Richland Community College  ·  HIST 102 Online — United States History Since 1877  ·  Chapter 19

Post-Screening Follow-Up

Documentary: The Century: America's Time — 1914–1919: "Shell Shock"
Theme: What happens to democracy during total war?
Assignment Instructions (15 points): This is the final step in the Shell Shock documentary assignment. You've worked through the pre-screening Study Buddy deck, completed the worksheet, and taken handwritten viewing notes. Now connect it all together.

Work through all five sections below. Your answers save automatically in your browser as you type. When you've completed everything, click Save as PDF at the bottom — your browser's print dialog will open. Choose Save as PDF, then upload the file to Canvas.

You will need: Your printed viewing notes from the screening and your completed pre-screening worksheet. Section I asks you to check the predictions you made before watching.
I

Check Your Predictions

On the pre-screening worksheet, you made three predictions before watching. Now check them against what you saw.

Worksheet Q10 asked: How might dissenters — people who publicly oppose the war — be treated under these laws?
Worksheet Q11 asked: How might immigrants or political radicals be viewed during wartime?
Worksheet Q12 asked: If the Versailles peace failed, what does that suggest about the wartime sacrifices to democracy?
Study Buddy: Checking your own predictions is one of the most powerful learning moves in history. A prediction that was wrong isn't a failure — it's evidence that your thinking developed. Explain why you were right or wrong; that analytical reasoning is exactly what the exit ticket will ask you to use.
II

Evidence from the Film

Use your viewing notes (Sections A & B) to answer these questions. Reference specific scenes, quotes, and names — not general impressions.

Study Buddy: The tag VN # tells you exactly which viewing notes prompt to draw from. If your notes for that prompt are thin, write what you remember from the film and flag it — that gap is itself useful information about where your attention was during the screening.
III

Interactive Knowledge Check

These questions connect what you watched to the laws on your worksheet. Choose the best answer, then check your reasoning.

Q1 The documentary opens with the sinking of the Lusitania (1915). At that point, the U.S. was officially neutral. Why does the film begin here rather than with America's entry in 1917?

Q2 The film shows that Americans in 1914–1916 were enthusiastic about making money from the war while staying neutral. What does this suggest about the propaganda challenge Wilson faced when he asked for a declaration of war in 1917?

Q3 The film describes "new weapons of war so ferocious that French casualties alone approached a million in the first year." How does this scale of death relate to the Sedition Act's prohibition on "disloyal or abusive language" about the war?

Q4 A veteran at the film's end says: "Nobody wins in a war. They lost. We didn't win." — speaking as someone on the winning side. Under the Sedition Act of 1918, which was still in effect when veterans returned, could this statement have been prosecuted?


Mini-Scenario: Wilson's Promise vs. Versailles

"The people of Britain and France greeted Wilson ecstatically for he represented the hope of democracy. But the British and French governments were interested in revenge. The peace treaty was the politics of hatred."
Shell Shock, narration at Versailles sequence
IV

Connecting the Laws to the Film

Draw from your viewing notes Sections B & C (VN 7–9). The Espionage Act, Sedition Act, Schenck, and CPI don't appear in the documentary — but the human conditions that produced them do. Make the connection explicit.

Study Buddy: Notice that VN prompt 9 asked you to watch for dissent — and the film largely doesn't show it. That absence is itself evidence. A documentary that focuses on sacrifice and heroism without showing opposition is doing ideological work. What does it mean that anti-war voices are invisible?

Exit Ticket

Answer once, carefully. This is your synthesis response — it carries the most weight of any single question in this assignment.
"The war had shown technology's dark side. But dark or bright, technology was here to stay."
Shell Shock, closing narration

Answers auto-save in your browser as you type. When finished: click Save as PDF → your browser print dialog opens → choose Save as PDF → upload the PDF to Canvas.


### Problem description
For the word "subtitle", find each line in the entries where it occurs and copy that line.

Data tied to figure images
══════
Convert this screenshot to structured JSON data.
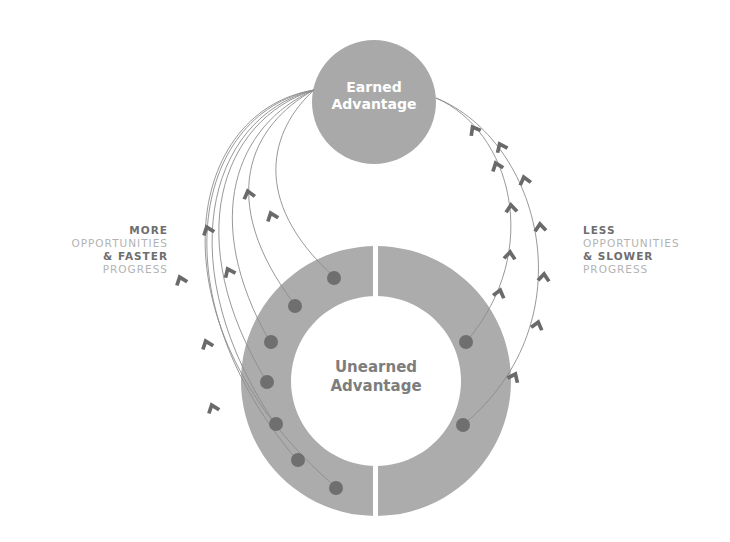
{
  "diagram": {
    "top_circle": {
      "line1": "Earned",
      "line2": "Advantage"
    },
    "bottom_ring": {
      "line1": "Unearned",
      "line2": "Advantage"
    },
    "left_label": {
      "line1": "MORE",
      "line2": "OPPORTUNITIES",
      "line3": "& FASTER",
      "line4": "PROGRESS"
    },
    "right_label": {
      "line1": "LESS",
      "line2": "OPPORTUNITIES",
      "line3": "& SLOWER",
      "line4": "PROGRESS"
    },
    "left_path_count": 7,
    "right_path_count": 2,
    "colors": {
      "circle_fill": "#a9a9a9",
      "ring_fill": "#acacac",
      "dot_fill": "#6f6f6f",
      "path_stroke": "#8c8c8c",
      "arrow_fill": "#6a6a6a",
      "dark_text": "#6e6e6e",
      "light_text": "#b3b3b3"
    }
  }
}
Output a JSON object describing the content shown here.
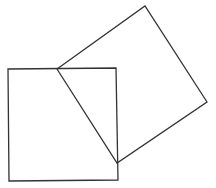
{
  "diagram": {
    "stroke_color": "#333333",
    "stroke_width": 1.3,
    "shapes": [
      {
        "id": "square-upright",
        "points": [
          [
            8,
            69
          ],
          [
            116,
            68
          ],
          [
            118,
            180
          ],
          [
            9,
            181
          ]
        ]
      },
      {
        "id": "square-tilted",
        "points": [
          [
            57,
            69
          ],
          [
            145,
            6
          ],
          [
            207,
            102
          ],
          [
            117,
            163
          ]
        ]
      }
    ]
  }
}
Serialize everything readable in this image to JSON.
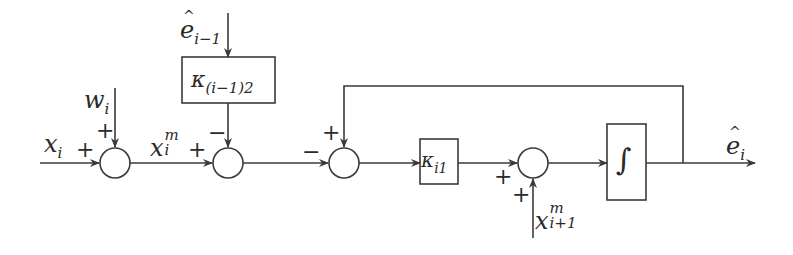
{
  "diagram": {
    "title": "",
    "stroke_color": "#3a3a3a",
    "background": "#ffffff",
    "nodes": [
      {
        "id": "sum1",
        "type": "summing_junction",
        "inputs": [
          {
            "from": "x_i",
            "sign": "+"
          },
          {
            "from": "w_i",
            "sign": "+"
          }
        ]
      },
      {
        "id": "sum2",
        "type": "summing_junction",
        "inputs": [
          {
            "from": "sum1",
            "sign": "+"
          },
          {
            "from": "kappa_prev2",
            "sign": "-"
          }
        ]
      },
      {
        "id": "kappa_prev2",
        "type": "gain_block",
        "label": "κ_(i−1)2",
        "input": "e_hat_prev"
      },
      {
        "id": "sum3",
        "type": "summing_junction",
        "inputs": [
          {
            "from": "sum2",
            "sign": "-"
          },
          {
            "from": "feedback",
            "sign": "+"
          }
        ]
      },
      {
        "id": "kappa_i1",
        "type": "gain_block",
        "label": "κ_i1"
      },
      {
        "id": "sum4",
        "type": "summing_junction",
        "inputs": [
          {
            "from": "kappa_i1",
            "sign": "+"
          },
          {
            "from": "x_next",
            "sign": "+"
          }
        ]
      },
      {
        "id": "integrator",
        "type": "integrator_block",
        "label": "∫"
      }
    ],
    "signals": {
      "x_i": {
        "base": "x",
        "sub": "i"
      },
      "w_i": {
        "base": "w",
        "sub": "i"
      },
      "x_m_i": {
        "base": "x",
        "sup": "m",
        "sub": "i"
      },
      "e_hat_prev": {
        "base": "ê",
        "sub": "i−1"
      },
      "x_next": {
        "base": "x",
        "sup": "m",
        "sub": "i+1"
      },
      "e_hat_i": {
        "base": "ê",
        "sub": "i"
      }
    },
    "labels": {
      "x_i_base": "x",
      "x_i_sub": "i",
      "w_i_base": "w",
      "w_i_sub": "i",
      "xm_base": "x",
      "xm_sup": "m",
      "xm_sub": "i",
      "eprev_base": "e",
      "eprev_sub": "i−1",
      "kappa2_base": "κ",
      "kappa2_sub": "(i−1)2",
      "kappa1_base": "κ",
      "kappa1_sub": "i1",
      "xnext_base": "x",
      "xnext_sup": "m",
      "xnext_sub": "i+1",
      "ei_base": "e",
      "ei_sub": "i",
      "integral": "∫"
    },
    "signs": {
      "sum1_left": "+",
      "sum1_top": "+",
      "sum2_left": "+",
      "sum2_top": "−",
      "sum3_left": "−",
      "sum3_top": "+",
      "sum4_left": "+",
      "sum4_bottom": "+"
    }
  }
}
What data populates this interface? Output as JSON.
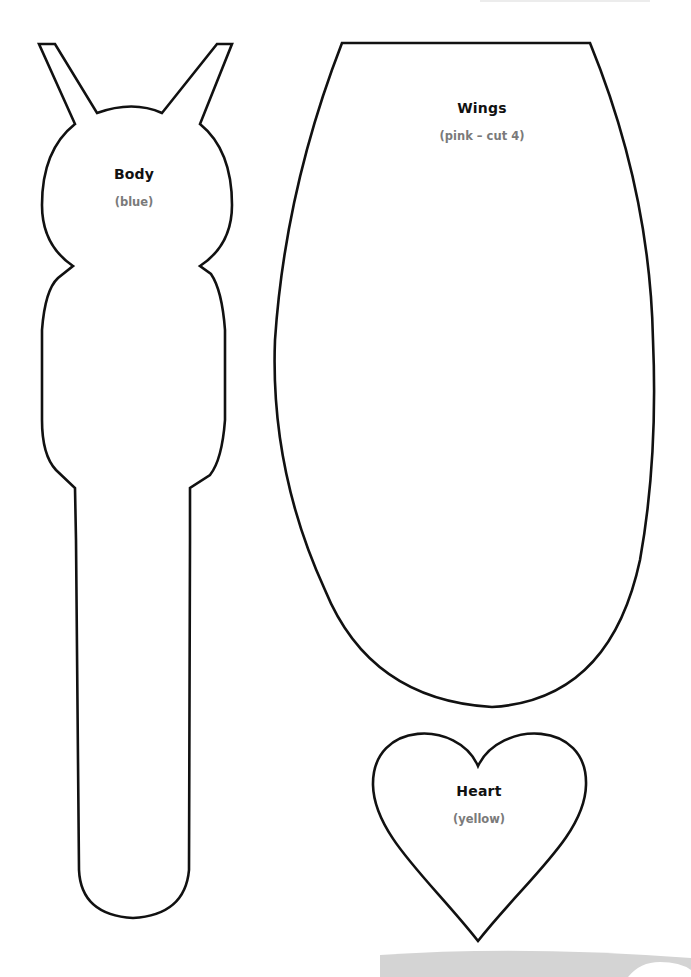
{
  "document": {
    "type": "craft cut-out template",
    "stroke_color": "#111111",
    "footer_band_color": "#d4d4d4"
  },
  "pieces": [
    {
      "id": "body",
      "title": "Body",
      "subtitle": "(blue)"
    },
    {
      "id": "wings",
      "title": "Wings",
      "subtitle": "(pink – cut 4)"
    },
    {
      "id": "heart",
      "title": "Heart",
      "subtitle": "(yellow)"
    }
  ]
}
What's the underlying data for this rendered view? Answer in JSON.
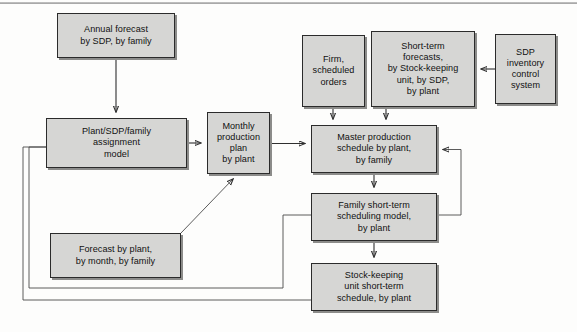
{
  "diagram": {
    "background_color": "#fdfdfc",
    "node_fill_color": "#d6d6d4",
    "node_border_color": "#2b2b2b",
    "arrow_color": "#2f2f2f",
    "nodes": [
      {
        "id": "annual-forecast",
        "label": "Annual forecast\nby SDP, by family",
        "x": 57,
        "y": 13,
        "w": 118,
        "h": 45
      },
      {
        "id": "plant-sdp-family-assignment-model",
        "label": "Plant/SDP/family\nassignment\nmodel",
        "x": 46,
        "y": 118,
        "w": 141,
        "h": 50
      },
      {
        "id": "monthly-production-plan",
        "label": "Monthly\nproduction\nplan\nby plant",
        "x": 207,
        "y": 112,
        "w": 63,
        "h": 62
      },
      {
        "id": "firm-scheduled-orders",
        "label": "Firm,\nscheduled\norders",
        "x": 302,
        "y": 35,
        "w": 63,
        "h": 72
      },
      {
        "id": "short-term-forecasts",
        "label": "Short-term\nforecasts,\nby Stock-keeping\nunit, by SDP,\nby plant",
        "x": 371,
        "y": 31,
        "w": 104,
        "h": 76
      },
      {
        "id": "sdp-inventory-control-system",
        "label": "SDP\ninventory\ncontrol\nsystem",
        "x": 495,
        "y": 34,
        "w": 61,
        "h": 70
      },
      {
        "id": "master-production-schedule",
        "label": "Master production\nschedule by plant,\nby family",
        "x": 311,
        "y": 125,
        "w": 126,
        "h": 48
      },
      {
        "id": "family-short-term-scheduling-model",
        "label": "Family short-term\nscheduling model,\nby plant",
        "x": 311,
        "y": 193,
        "w": 126,
        "h": 48
      },
      {
        "id": "stock-keeping-unit-short-term-schedule",
        "label": "Stock-keeping\nunit short-term\nschedule, by plant",
        "x": 311,
        "y": 263,
        "w": 126,
        "h": 48
      },
      {
        "id": "forecast-by-plant",
        "label": "Forecast by plant,\nby month, by family",
        "x": 50,
        "y": 233,
        "w": 131,
        "h": 45
      }
    ],
    "connections": [
      {
        "id": "annual-forecast-to-assignment-model",
        "from": "annual-forecast",
        "to": "plant-sdp-family-assignment-model",
        "kind": "arrow-down"
      },
      {
        "id": "assignment-model-to-monthly-plan",
        "from": "plant-sdp-family-assignment-model",
        "to": "monthly-production-plan",
        "kind": "arrow-right"
      },
      {
        "id": "monthly-plan-to-master-schedule",
        "from": "monthly-production-plan",
        "to": "master-production-schedule",
        "kind": "arrow-right"
      },
      {
        "id": "firm-orders-to-master-schedule",
        "from": "firm-scheduled-orders",
        "to": "master-production-schedule",
        "kind": "arrow-down"
      },
      {
        "id": "short-term-forecasts-to-master-schedule",
        "from": "short-term-forecasts",
        "to": "master-production-schedule",
        "kind": "arrow-down"
      },
      {
        "id": "sdp-inventory-to-short-term-forecasts",
        "from": "sdp-inventory-control-system",
        "to": "short-term-forecasts",
        "kind": "arrow-left"
      },
      {
        "id": "master-schedule-to-family-model",
        "from": "master-production-schedule",
        "to": "family-short-term-scheduling-model",
        "kind": "arrow-down"
      },
      {
        "id": "family-model-to-sku-schedule",
        "from": "family-short-term-scheduling-model",
        "to": "stock-keeping-unit-short-term-schedule",
        "kind": "arrow-down"
      },
      {
        "id": "forecast-by-plant-to-monthly-plan",
        "from": "forecast-by-plant",
        "to": "monthly-production-plan",
        "kind": "arrow-diagonal"
      },
      {
        "id": "family-model-feedback-to-master-schedule",
        "from": "family-short-term-scheduling-model",
        "to": "master-production-schedule",
        "kind": "feedback-right"
      },
      {
        "id": "family-model-feedback-to-assignment-model",
        "from": "family-short-term-scheduling-model",
        "to": "plant-sdp-family-assignment-model",
        "kind": "feedback-left-inner"
      },
      {
        "id": "sku-schedule-feedback-to-assignment-model",
        "from": "stock-keeping-unit-short-term-schedule",
        "to": "plant-sdp-family-assignment-model",
        "kind": "feedback-left-outer"
      }
    ]
  }
}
══════
### Your solution
      "subtitle": "(blue)"
      "subtitle": "(pink – cut 4)"
      "subtitle": "(yellow)"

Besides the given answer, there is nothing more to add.